‘Mothering Beyond the Flesh’ – talk and film screening
- Date: Wednesday 18 March 2026, 13:00 – 14:00
- Location: Fine Art, History of Art and Cultural Studies
- Cost: Free
Postgraduate Researcher Clare Carter Osborne will share details of her current research in this talk organised by the Environmental Humanities Research Group.
In this talk, Clare Carter Osborne will introduce her PhD project ‘Mothering Beyond the Flesh’ and how she came to situate her auto-ethnographic research about the relationship between motherhood, ecology and landscape on the island of Lanzarote.
She will also talk about how the eco-colonial history of the Canary Islands became a central theme in her work.
Clare will discuss the research she has carried out in The Green Heart of Haría in Lanzarote – a garden created by British scientist David Riebold – and how learning about the endemic species of flora transformed her experience of the landscape and motherhood. Part of an ancient and fragile ecosystem, these plants became a kind of ‘feeling-lens’ with which to connect to the landscape, its history and the imagining of its future.
Two short videos will be shared, with discussions between them. One of the videos is a 20 minute clip from Clare's film ‘Unimagined: mothering beyond the flesh’ which is the final output of her PhD project, a work in progress due to be completed and released by the end of the year. The video looks at David’s reforestation project in Haría, using fog-catchers for irrigation.
The second is a shorter video of David’s rewilded garden, documenting all the rare endemic and native plants to the island of Lanzarote.
Living in David’s rewilded garden and learning about his reforestation project exposed both a sense of loss and hope in Clare’s understanding of motherhood and how to care for our landscapes of the Anthropocene.
This event is organised by the Environmental Humanities Research Group, Visual Cultures of Ecology, based in the School of Fine Art, History of Art and Cultural Studies.
It is free to attend and all are welcome.
About the speaker
Clare Carter Osborne is a multi-disciplinary artist and researcher with a history of songwriting, music composition and performance. Her practice is auto-ethnographic and engages with site-specific projects that explore the human attachment to landscape and notions of world-making.
Clare finished her MA Fine Art in September 2022 at the University of Leeds. She was awarded a White Rose College of the Arts & Humanities (WRoCAH) doctoral training scholarship for her PhD research project in the School of Fine Art, History of Art & Cultural Studies.
Venue
Student Common Room
School of Fine Art, History of Art and Cultural Studies
University Road
University of Leeds
Leeds LS2 9JT
AccessAble guide to the building.
Image
Still from Clare Carter Osborne’s film, ‘Unimagined: mothering beyond the flesh’ (2026).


__Task to complete__:
Where the string "node" appears in a line of the data, show that line.

__Input data__:

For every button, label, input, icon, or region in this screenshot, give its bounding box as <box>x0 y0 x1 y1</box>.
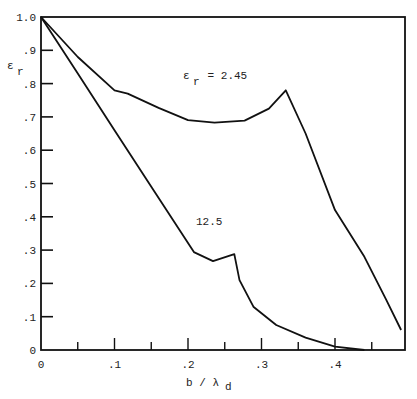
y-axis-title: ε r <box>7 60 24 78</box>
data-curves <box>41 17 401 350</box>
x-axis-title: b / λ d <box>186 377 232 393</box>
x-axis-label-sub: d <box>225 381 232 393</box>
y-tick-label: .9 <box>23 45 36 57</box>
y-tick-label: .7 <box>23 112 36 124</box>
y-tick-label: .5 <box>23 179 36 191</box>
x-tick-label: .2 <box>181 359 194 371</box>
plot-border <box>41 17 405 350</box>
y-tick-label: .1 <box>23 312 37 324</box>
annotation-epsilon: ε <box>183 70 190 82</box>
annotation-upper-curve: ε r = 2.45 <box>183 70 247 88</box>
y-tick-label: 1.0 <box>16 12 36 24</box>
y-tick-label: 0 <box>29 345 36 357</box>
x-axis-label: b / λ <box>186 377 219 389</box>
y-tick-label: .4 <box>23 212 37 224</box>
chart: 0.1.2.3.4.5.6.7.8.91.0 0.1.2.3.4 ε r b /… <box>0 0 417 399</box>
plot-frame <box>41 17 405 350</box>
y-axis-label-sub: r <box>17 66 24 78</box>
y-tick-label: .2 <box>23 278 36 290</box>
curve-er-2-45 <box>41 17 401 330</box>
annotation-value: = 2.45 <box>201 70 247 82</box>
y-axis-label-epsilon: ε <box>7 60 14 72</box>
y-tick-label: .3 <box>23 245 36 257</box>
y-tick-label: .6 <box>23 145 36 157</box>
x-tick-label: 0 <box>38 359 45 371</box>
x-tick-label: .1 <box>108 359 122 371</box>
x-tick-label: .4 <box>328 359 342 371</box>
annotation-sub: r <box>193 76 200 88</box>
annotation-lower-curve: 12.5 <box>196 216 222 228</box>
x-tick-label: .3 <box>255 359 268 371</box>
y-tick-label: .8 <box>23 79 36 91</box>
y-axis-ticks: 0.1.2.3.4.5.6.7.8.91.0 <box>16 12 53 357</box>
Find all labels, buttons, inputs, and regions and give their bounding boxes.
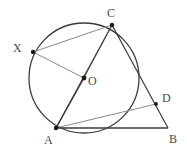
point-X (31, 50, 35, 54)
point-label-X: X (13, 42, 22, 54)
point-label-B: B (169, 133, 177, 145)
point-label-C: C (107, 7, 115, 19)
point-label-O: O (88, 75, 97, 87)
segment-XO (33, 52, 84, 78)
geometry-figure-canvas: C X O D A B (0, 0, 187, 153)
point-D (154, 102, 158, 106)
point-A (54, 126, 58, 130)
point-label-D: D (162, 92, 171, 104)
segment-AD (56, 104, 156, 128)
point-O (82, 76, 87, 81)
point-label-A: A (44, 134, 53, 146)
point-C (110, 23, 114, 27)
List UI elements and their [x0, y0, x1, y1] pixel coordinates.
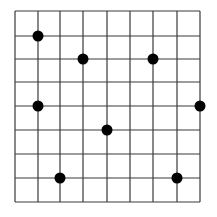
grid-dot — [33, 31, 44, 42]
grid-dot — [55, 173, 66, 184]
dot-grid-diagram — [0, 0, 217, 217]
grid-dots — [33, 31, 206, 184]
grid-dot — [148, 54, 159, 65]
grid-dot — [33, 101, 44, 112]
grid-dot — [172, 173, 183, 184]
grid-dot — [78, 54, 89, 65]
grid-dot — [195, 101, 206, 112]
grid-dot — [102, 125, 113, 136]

---

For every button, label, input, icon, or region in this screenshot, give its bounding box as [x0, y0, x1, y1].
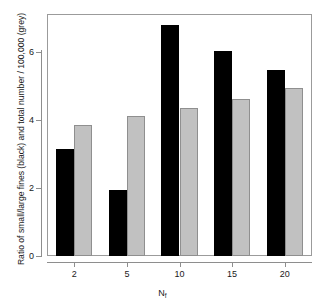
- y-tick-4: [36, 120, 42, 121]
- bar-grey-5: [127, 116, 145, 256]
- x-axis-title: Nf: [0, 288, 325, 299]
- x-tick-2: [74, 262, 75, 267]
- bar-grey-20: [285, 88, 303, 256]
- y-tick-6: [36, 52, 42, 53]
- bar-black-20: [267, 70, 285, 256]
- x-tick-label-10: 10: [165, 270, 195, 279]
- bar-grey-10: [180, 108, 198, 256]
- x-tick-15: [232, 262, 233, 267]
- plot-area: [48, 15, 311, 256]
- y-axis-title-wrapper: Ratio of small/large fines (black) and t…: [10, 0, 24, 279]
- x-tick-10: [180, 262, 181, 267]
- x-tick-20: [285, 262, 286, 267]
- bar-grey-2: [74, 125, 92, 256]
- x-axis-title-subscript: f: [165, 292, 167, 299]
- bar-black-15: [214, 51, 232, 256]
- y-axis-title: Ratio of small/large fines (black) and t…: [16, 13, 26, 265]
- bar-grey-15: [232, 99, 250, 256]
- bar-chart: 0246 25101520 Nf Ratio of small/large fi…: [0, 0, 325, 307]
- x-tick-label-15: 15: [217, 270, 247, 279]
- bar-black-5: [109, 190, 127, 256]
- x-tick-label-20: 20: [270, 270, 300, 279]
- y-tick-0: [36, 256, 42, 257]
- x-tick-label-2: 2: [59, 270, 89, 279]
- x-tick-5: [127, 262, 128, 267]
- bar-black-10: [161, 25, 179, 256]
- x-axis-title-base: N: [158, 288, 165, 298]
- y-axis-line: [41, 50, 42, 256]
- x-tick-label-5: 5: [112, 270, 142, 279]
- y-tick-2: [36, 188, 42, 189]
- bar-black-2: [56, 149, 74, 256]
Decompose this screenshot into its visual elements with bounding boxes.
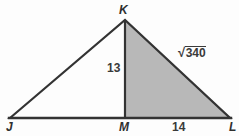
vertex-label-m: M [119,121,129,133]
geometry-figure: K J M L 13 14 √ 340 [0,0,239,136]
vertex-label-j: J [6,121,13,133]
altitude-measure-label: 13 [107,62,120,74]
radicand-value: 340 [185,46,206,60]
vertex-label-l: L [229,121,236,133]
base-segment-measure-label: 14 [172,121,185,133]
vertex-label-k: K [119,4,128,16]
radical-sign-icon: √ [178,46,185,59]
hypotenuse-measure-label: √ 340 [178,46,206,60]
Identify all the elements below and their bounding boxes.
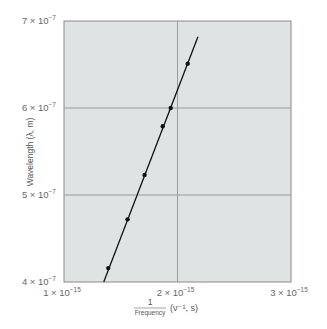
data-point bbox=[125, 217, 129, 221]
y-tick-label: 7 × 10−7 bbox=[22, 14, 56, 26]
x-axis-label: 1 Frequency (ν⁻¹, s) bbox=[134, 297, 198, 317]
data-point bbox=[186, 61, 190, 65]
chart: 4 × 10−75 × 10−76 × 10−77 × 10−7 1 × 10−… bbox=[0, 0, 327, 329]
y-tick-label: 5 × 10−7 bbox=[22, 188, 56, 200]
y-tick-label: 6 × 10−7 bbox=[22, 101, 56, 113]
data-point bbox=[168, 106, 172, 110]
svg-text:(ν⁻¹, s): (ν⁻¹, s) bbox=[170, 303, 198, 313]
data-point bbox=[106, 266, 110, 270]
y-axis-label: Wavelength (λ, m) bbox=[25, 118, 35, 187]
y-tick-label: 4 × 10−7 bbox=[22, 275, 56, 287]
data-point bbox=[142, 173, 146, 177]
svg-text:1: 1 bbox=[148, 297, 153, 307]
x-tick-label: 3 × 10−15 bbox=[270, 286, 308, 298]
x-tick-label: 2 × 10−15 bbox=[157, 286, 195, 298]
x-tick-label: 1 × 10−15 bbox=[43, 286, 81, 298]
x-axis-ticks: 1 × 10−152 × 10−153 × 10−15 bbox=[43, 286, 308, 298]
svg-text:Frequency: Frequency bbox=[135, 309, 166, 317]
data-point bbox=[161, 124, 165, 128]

---

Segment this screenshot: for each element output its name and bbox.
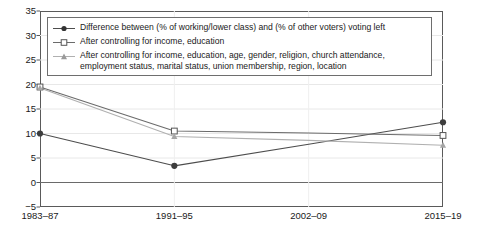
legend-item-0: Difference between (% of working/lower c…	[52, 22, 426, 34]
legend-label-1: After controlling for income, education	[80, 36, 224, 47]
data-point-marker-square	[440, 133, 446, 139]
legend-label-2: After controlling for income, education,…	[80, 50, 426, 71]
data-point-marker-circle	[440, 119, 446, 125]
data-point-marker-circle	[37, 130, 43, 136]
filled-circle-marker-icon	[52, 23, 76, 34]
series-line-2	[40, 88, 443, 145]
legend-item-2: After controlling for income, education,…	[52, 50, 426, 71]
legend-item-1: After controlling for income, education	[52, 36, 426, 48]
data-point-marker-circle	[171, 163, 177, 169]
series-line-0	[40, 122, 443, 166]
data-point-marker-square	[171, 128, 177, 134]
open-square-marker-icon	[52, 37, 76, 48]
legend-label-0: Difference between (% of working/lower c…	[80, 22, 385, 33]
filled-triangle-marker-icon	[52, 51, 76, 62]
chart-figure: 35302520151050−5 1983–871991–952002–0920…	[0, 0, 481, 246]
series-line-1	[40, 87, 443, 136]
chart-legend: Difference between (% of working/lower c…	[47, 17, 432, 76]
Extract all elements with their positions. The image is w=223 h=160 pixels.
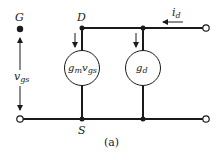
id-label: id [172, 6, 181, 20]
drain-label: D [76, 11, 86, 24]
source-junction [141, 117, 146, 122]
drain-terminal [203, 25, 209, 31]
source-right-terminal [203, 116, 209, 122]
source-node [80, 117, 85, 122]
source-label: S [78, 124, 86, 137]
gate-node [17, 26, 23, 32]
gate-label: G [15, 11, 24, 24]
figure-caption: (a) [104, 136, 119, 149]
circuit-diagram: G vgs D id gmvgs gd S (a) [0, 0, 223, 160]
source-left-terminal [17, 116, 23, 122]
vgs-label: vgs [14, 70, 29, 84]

__Response box__:
source-node [80, 117, 85, 122]
gate-node [17, 26, 23, 32]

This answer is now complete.